Tuesday, January 3, 2023

Alarie, Benjamin, The Rise of the Robotic Tax Analyst (January 2, 2023). Tax Notes Federal, January 2, 2023, p. 57, Available at SSRN: https://ssrn.com/abstract=4325429

Abstract

As 2023 begins, developments with large language models, most prominently ChatGPT, a recent offshoot of GPT-3, are generating buzz in legal technology circles. They are also triggering wariness among some in legal academia and practice. On November 30, 2022, OpenAI made ChatGPT available for public use through an open beta. In less than one week, the system was deployed by more than 1 million registered users. The extremely rapid adoption was driven by claims — and plenty of evidence — of impressive algorithmic feats performed by ChatGPT. The capabilities of ChatGPT reportedly include achieving passing scores on practice bar and medical board examinations.

Within days of the release of ChatGPT, Andrew Perlman, the dean of law and a professor at Suffolk University, prompted the program to write an essay on its own likely influence in the future of law. The abstract to the essay, which Perlman assures us he wrote himself, concludes with the observation that “the disruptions from AI’s rapid development are no longer in the distant future. They have arrived, and this document offers a small taste of what lies ahead.” It’s not only GPT-3 and its progeny that have been making waves. It is fair to say that machine learning and AI are beginning to make their influence felt in some unexpected places. There is little reason to expect these and related developments to abate at the doorstep of tax analysis.

To wrap up Blue J Predicts for 2022, we will do some Dickensian stocktaking, visiting Blue J predictions past, present, and future. The initial order of business is to retrospectively analyze how the Blue J Predicts analyses have fared in 2022. Have our predictions mapped on to reality? Have the cases gone the way the machine-learning models and the algorithms have anticipated? Broadly, the answer is yes, although with the important caveat that we do not yet have the final word from the courts in many of the cases. We then consider the state of AI and machine learning in tax research and analysis. We outline some new ways in which machine-learning technology is poised to affect tax research and analysis this year, at Blue J and beyond. Finally, we look ahead to anticipate how AI could affect tax analysis and research, and explain why it is important to begin turning our attention to the possibilities.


# Assignment
With pictures removed, the data below should be returned exactly.

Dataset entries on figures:
↓

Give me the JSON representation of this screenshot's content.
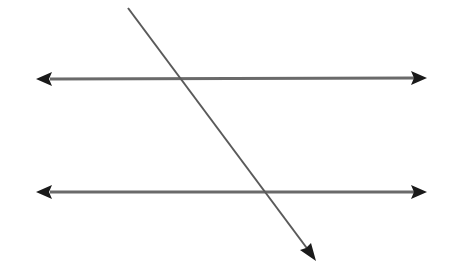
{
  "diagram": {
    "title": "Two parallel lines cut by a transversal",
    "elements": [
      {
        "id": "parallel-line-top",
        "kind": "line",
        "arrows": "both"
      },
      {
        "id": "parallel-line-bottom",
        "kind": "line",
        "arrows": "both"
      },
      {
        "id": "transversal",
        "kind": "ray",
        "arrows": "end"
      }
    ],
    "colors": {
      "line": "#6a6a6a",
      "transversal": "#5a5a5a",
      "arrowhead": "#1a1a1a",
      "background": "#ffffff"
    }
  }
}
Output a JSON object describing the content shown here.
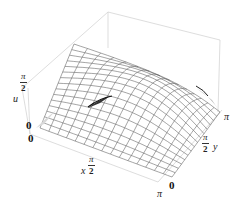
{
  "chart_data": {
    "type": "surface3d",
    "title": "",
    "function_description": "u(x,y) surface over 0<=x<=pi, 0<=y<=pi, rendered as wireframe mesh with saddle-like shape",
    "xlabel": "x",
    "ylabel": "y",
    "zlabel": "u",
    "x_range": [
      "0",
      "π"
    ],
    "y_range": [
      "0",
      "π"
    ],
    "z_range": [
      "0",
      "π/2"
    ],
    "x_ticks": [
      "0",
      "π/2",
      "π"
    ],
    "y_ticks": [
      "0",
      "π/2",
      "π"
    ],
    "z_ticks": [
      "0",
      "π/2"
    ],
    "mesh_lines": 15,
    "bounding_box": true,
    "surface_features": [
      {
        "name": "back-peak",
        "approx_u": "π/2"
      },
      {
        "name": "left-peak",
        "approx_u": "≈π/2"
      },
      {
        "name": "front-left-corner",
        "approx_u": "0"
      },
      {
        "name": "right-corner",
        "approx_u": "0"
      },
      {
        "name": "front-corner",
        "approx_u": "0"
      }
    ],
    "colors": {
      "mesh": "#555555",
      "surface_fill": "#ffffff",
      "shading_dark": "#222222",
      "box": "#c8c8c8"
    }
  },
  "labels": {
    "z_axis_name": "u",
    "z_tick_top_num": "π",
    "z_tick_top_den": "2",
    "z_tick_zero": "0",
    "x_tick_zero": "0",
    "x_axis_name": "x",
    "x_tick_mid_num": "π",
    "x_tick_mid_den": "2",
    "x_tick_end": "π",
    "y_tick_zero": "0",
    "y_tick_mid_num": "π",
    "y_tick_mid_den": "2",
    "y_axis_name": "y",
    "y_tick_end": "π"
  }
}
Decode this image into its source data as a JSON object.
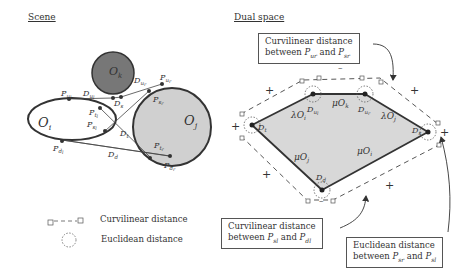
{
  "panels": {
    "scene": {
      "title": "Scene"
    },
    "dual": {
      "title": "Dual space"
    }
  },
  "scene": {
    "objects": [
      {
        "id": "Oi",
        "label": "O",
        "sub": "i",
        "shape": "ellipse",
        "fill": "#ffffff"
      },
      {
        "id": "Ok",
        "label": "O",
        "sub": "k",
        "shape": "circle",
        "fill": "#777777"
      },
      {
        "id": "Oj",
        "label": "O",
        "sub": "j",
        "shape": "circle",
        "fill": "#d0d0d0"
      }
    ],
    "points": [
      "P_ul",
      "P_ur",
      "P_sl",
      "P_sr",
      "P_tl",
      "P_tr",
      "P_dl",
      "P_dr"
    ],
    "edges": [
      "D_ul",
      "D_ur",
      "D_s",
      "D_t",
      "D_d"
    ]
  },
  "dual": {
    "nodes": [
      "D_t",
      "D_ul",
      "D_ur",
      "D_s",
      "D_d"
    ],
    "edge_labels": [
      "λO_i",
      "μO_k",
      "λO_j",
      "μO_j",
      "μO_i"
    ],
    "polygon_fill": "#d8d8d8"
  },
  "callouts": {
    "top": {
      "line1": "Curvilinear distance",
      "line2_pre": "between ",
      "p1": "P",
      "p1sub": "u",
      "p1sub2": "r",
      "and": " and ",
      "p2": "P",
      "p2sub": "s",
      "p2sub2": "r"
    },
    "bottom_left": {
      "line1": "Curvilinear distance",
      "line2_pre": "between ",
      "p1": "P",
      "p1sub": "s",
      "p1sub2": "l",
      "and": " and ",
      "p2": "P",
      "p2sub": "d",
      "p2sub2": "l"
    },
    "bottom_right": {
      "line1": "Euclidean distance",
      "line2_pre": "between ",
      "p1": "P",
      "p1sub": "s",
      "p1sub2": "r",
      "and": " and ",
      "p2": "P",
      "p2sub": "s",
      "p2sub2": "l"
    }
  },
  "legend": {
    "curvilinear": "Curvilinear distance",
    "euclidean": "Euclidean distance"
  }
}
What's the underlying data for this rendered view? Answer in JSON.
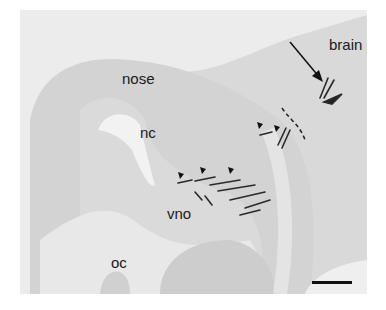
{
  "figure": {
    "type": "histology micrograph (sagittal section)",
    "labels": {
      "nose": "nose",
      "nc": "nc",
      "vno": "vno",
      "oc": "oc",
      "brain": "brain"
    },
    "annotations": {
      "arrow": "arrow pointing to stained axons near brain",
      "arrowheads_count": 5,
      "dashed_line": "dashed boundary line",
      "scale_bar": "scale bar (unlabeled)"
    },
    "colors": {
      "background": "#ececec",
      "tissue_light": "#dcdcdc",
      "tissue_mid": "#cfcfcf",
      "stain": "#2a2a2a"
    }
  }
}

↑

# Finished exercise
Give me the JSON representation of this screenshot's content.
{
  "diagram": {
    "title": "Two parallel lines cut by a transversal",
    "elements": [
      {
        "id": "parallel-line-top",
        "kind": "line",
        "arrows": "both"
      },
      {
        "id": "parallel-line-bottom",
        "kind": "line",
        "arrows": "both"
      },
      {
        "id": "transversal",
        "kind": "ray",
        "arrows": "end"
      }
    ],
    "colors": {
      "line": "#6a6a6a",
      "transversal": "#5a5a5a",
      "arrowhead": "#1a1a1a",
      "background": "#ffffff"
    }
  }
}
Output a JSON object describing the content shown here.
{
  "chart_data": {
    "type": "surface3d",
    "title": "",
    "function_description": "u(x,y) surface over 0<=x<=pi, 0<=y<=pi, rendered as wireframe mesh with saddle-like shape",
    "xlabel": "x",
    "ylabel": "y",
    "zlabel": "u",
    "x_range": [
      "0",
      "π"
    ],
    "y_range": [
      "0",
      "π"
    ],
    "z_range": [
      "0",
      "π/2"
    ],
    "x_ticks": [
      "0",
      "π/2",
      "π"
    ],
    "y_ticks": [
      "0",
      "π/2",
      "π"
    ],
    "z_ticks": [
      "0",
      "π/2"
    ],
    "mesh_lines": 15,
    "bounding_box": true,
    "surface_features": [
      {
        "name": "back-peak",
        "approx_u": "π/2"
      },
      {
        "name": "left-peak",
        "approx_u": "≈π/2"
      },
      {
        "name": "front-left-corner",
        "approx_u": "0"
      },
      {
        "name": "right-corner",
        "approx_u": "0"
      },
      {
        "name": "front-corner",
        "approx_u": "0"
      }
    ],
    "colors": {
      "mesh": "#555555",
      "surface_fill": "#ffffff",
      "shading_dark": "#222222",
      "box": "#c8c8c8"
    }
  },
  "labels": {
    "z_axis_name": "u",
    "z_tick_top_num": "π",
    "z_tick_top_den": "2",
    "z_tick_zero": "0",
    "x_tick_zero": "0",
    "x_axis_name": "x",
    "x_tick_mid_num": "π",
    "x_tick_mid_den": "2",
    "x_tick_end": "π",
    "y_tick_zero": "0",
    "y_tick_mid_num": "π",
    "y_tick_mid_den": "2",
    "y_axis_name": "y",
    "y_tick_end": "π"
  }
}
Decode this image into its source data as a JSON object.
{
  "panels": {
    "scene": {
      "title": "Scene"
    },
    "dual": {
      "title": "Dual space"
    }
  },
  "scene": {
    "objects": [
      {
        "id": "Oi",
        "label": "O",
        "sub": "i",
        "shape": "ellipse",
        "fill": "#ffffff"
      },
      {
        "id": "Ok",
        "label": "O",
        "sub": "k",
        "shape": "circle",
        "fill": "#777777"
      },
      {
        "id": "Oj",
        "label": "O",
        "sub": "j",
        "shape": "circle",
        "fill": "#d0d0d0"
      }
    ],
    "points": [
      "P_ul",
      "P_ur",
      "P_sl",
      "P_sr",
      "P_tl",
      "P_tr",
      "P_dl",
      "P_dr"
    ],
    "edges": [
      "D_ul",
      "D_ur",
      "D_s",
      "D_t",
      "D_d"
    ]
  },
  "dual": {
    "nodes": [
      "D_t",
      "D_ul",
      "D_ur",
      "D_s",
      "D_d"
    ],
    "edge_labels": [
      "λO_i",
      "μO_k",
      "λO_j",
      "μO_j",
      "μO_i"
    ],
    "polygon_fill": "#d8d8d8"
  },
  "callouts": {
    "top": {
      "line1": "Curvilinear distance",
      "line2_pre": "between ",
      "p1": "P",
      "p1sub": "u",
      "p1sub2": "r",
      "and": " and ",
      "p2": "P",
      "p2sub": "s",
      "p2sub2": "r"
    },
    "bottom_left": {
      "line1": "Curvilinear distance",
      "line2_pre": "between ",
      "p1": "P",
      "p1sub": "s",
      "p1sub2": "l",
      "and": " and ",
      "p2": "P",
      "p2sub": "d",
      "p2sub2": "l"
    },
    "bottom_right": {
      "line1": "Euclidean distance",
      "line2_pre": "between ",
      "p1": "P",
      "p1sub": "s",
      "p1sub2": "r",
      "and": " and ",
      "p2": "P",
      "p2sub": "s",
      "p2sub2": "l"
    }
  },
  "legend": {
    "curvilinear": "Curvilinear distance",
    "euclidean": "Euclidean distance"
  }
}
What's the underlying data for this rendered view? Answer in JSON.
{
  "figure": {
    "type": "histology micrograph (sagittal section)",
    "labels": {
      "nose": "nose",
      "nc": "nc",
      "vno": "vno",
      "oc": "oc",
      "brain": "brain"
    },
    "annotations": {
      "arrow": "arrow pointing to stained axons near brain",
      "arrowheads_count": 5,
      "dashed_line": "dashed boundary line",
      "scale_bar": "scale bar (unlabeled)"
    },
    "colors": {
      "background": "#ececec",
      "tissue_light": "#dcdcdc",
      "tissue_mid": "#cfcfcf",
      "stain": "#2a2a2a"
    }
  }
}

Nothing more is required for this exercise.